ISLAMABAD: Deputy Chairman Senate Saleem Mandviwalla on Sunday declared 'war' on National Accountability Bureau (NAB), saying he would make sure that "NAB gets blacklisted in the entire world," and that the upper House of the Parliament would hold the accountability watchdog accountable for its actions.
"NAB will have to pay the price of tyrannies it inflicted on innocent people," he said addressing a press conference in the federal capital.
"We will expose NAB, we will check the degrees of NAB personnel," an apparently perturbed Mandviwalla said in a hard-hitting presser against the national accountability watchdog.
Mandviwalla alleged that innocent people died in the custody of NAB and he wrote a letter to the army chief informing him about NAB's 'misdeeds.'
"The victims of NAB's highhandedness and their families will be summoned in Senate. We will make sure that the NAB gets blacklisted in the entire world," he said adding that Senate's requisitioned session would scrutinize NAB's role and its actions.
"Unlike NAB's interrogations, our investigation against NAB would be open for everyone to see," he said.
Earlier, NAB released details of fake accounts case against Deputy Chairman Senate Saleem Mandviwalla.
A statement issued by NAB recently said the allegations of the deputy chairman Senate were an impediment and obstruction in the probe which was tantamount to corruption.
According to NAB, former managing director Pakistan International Airlines (PIA) Ejaz Haroon had illegally allotted 12 plots. "Saleem Mandviwalla and Ejaz Haroon made a suspicious deal with Abdul Ghani Majeed, receiving Rs 140 million from a fake account with Rs 80 million going to Ejaz Haroon and Rs 60 million to Saleem Mandviwalla," the statement said.
Saleem Mandviwalla used the account of Mandviwalla Builders to conceal the received money. When NAB started investigating the matter, an attempt was made to show the corruption money as a loan. Saleem Mandviwalla used the money to buy plots in the name of his employee Abdul Qadir Shawani, NAB said adding that Mandviwalla sold the plots and bought shares in the name of another employee with the same amount. He bought 3 million shares of Mangla View for Rs30 million in the name of the employee with his own signature, it said.
Tariq, an employee of Saleem Mandviwalla, who owns millions of shares, is actually a benamidar. Instead of responding to the allegations, Saleem Mandviwalla was hiding behind the business community, NAB said.

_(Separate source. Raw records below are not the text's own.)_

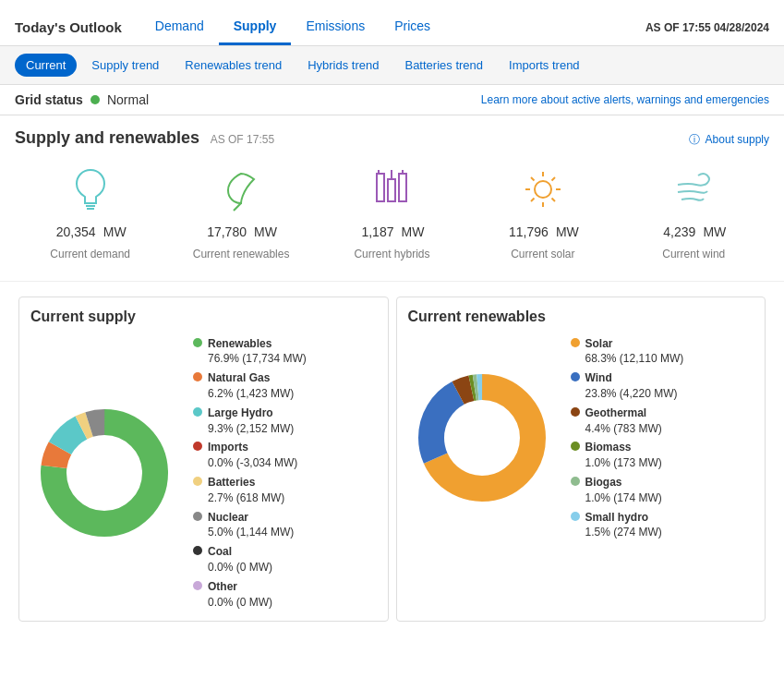 This screenshot has width=784, height=690. What do you see at coordinates (628, 352) in the screenshot?
I see `legend-item-solar: Solar68.3% (12,110 MW)` at bounding box center [628, 352].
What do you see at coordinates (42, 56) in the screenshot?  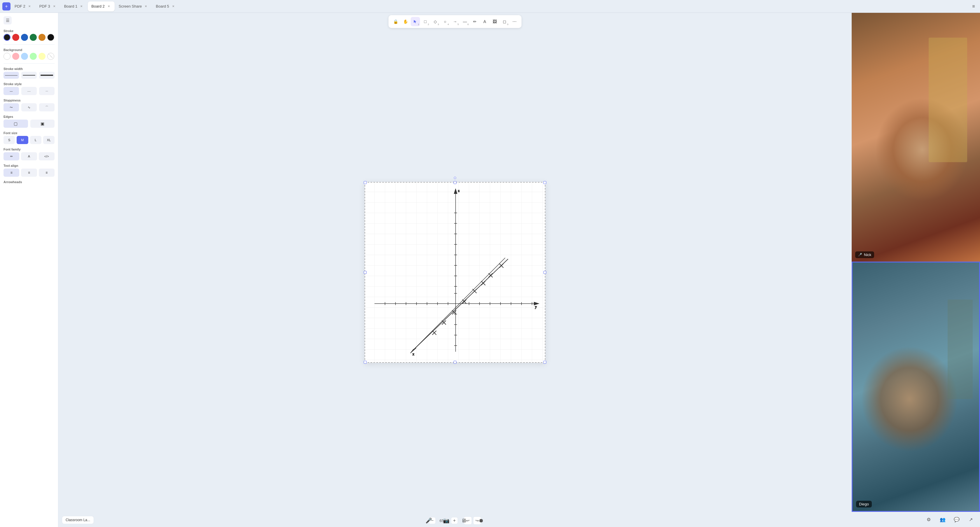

Senate session being requisitioned to take up privilege motion moved by Mandviwalla against NAB chairman former Justice Javed Iqbal and other senior officials of accountability watchdog was expected to be summoned last week but it was not summoned.
Talking to Business Recorder earlier on Wednesday, the deputy chairman Senate confirmed that the requisitioned Senate session was likely in that week. He said he would not withdraw his privilege motion against the NAB chief and other senior NAB officials.
On the previous Sunday, the deputy chairman Senate held a blunt press conference in which he lashed out at the NAB chief and other senior officials in connection with fake bank accounts case against him. "NAB is an organisation that patronises blackmail and extortion. It is an organisation which violates human rights. I have decided to highlight NAB's human rights violations at every international forum," he said.
The deputy Senate chief even went to the extent to announce that he would take "NAB to United Nations, European Union and other international forums." He then announced moving a privilege motion in Senate Secretariat against the NAB chief.
Hours after Mandviwalla's press conference, chairman NAB took notice of the issue, halted the proceedings of the case and sought record of the case from NAB Rawalpindi.
The next day, the deputy chairman Senate met the NAB chief at his office where the latter reportedly assured the former to 'personally' look into his complaints. However, the meeting did not apparently prove fruitful as Mandviwalla announced after the meeting that a special Senate session would be requisitioned to take up one-point agenda, his privilege motion.
Few days back, NAB informed an accountability court that it had frozen 3.1 million shares of different companies registered in the name of Mandviwalla with the Securities and Exchange Commission of Pakistan (SECP) in connection with the fake accounts case. The case is pending.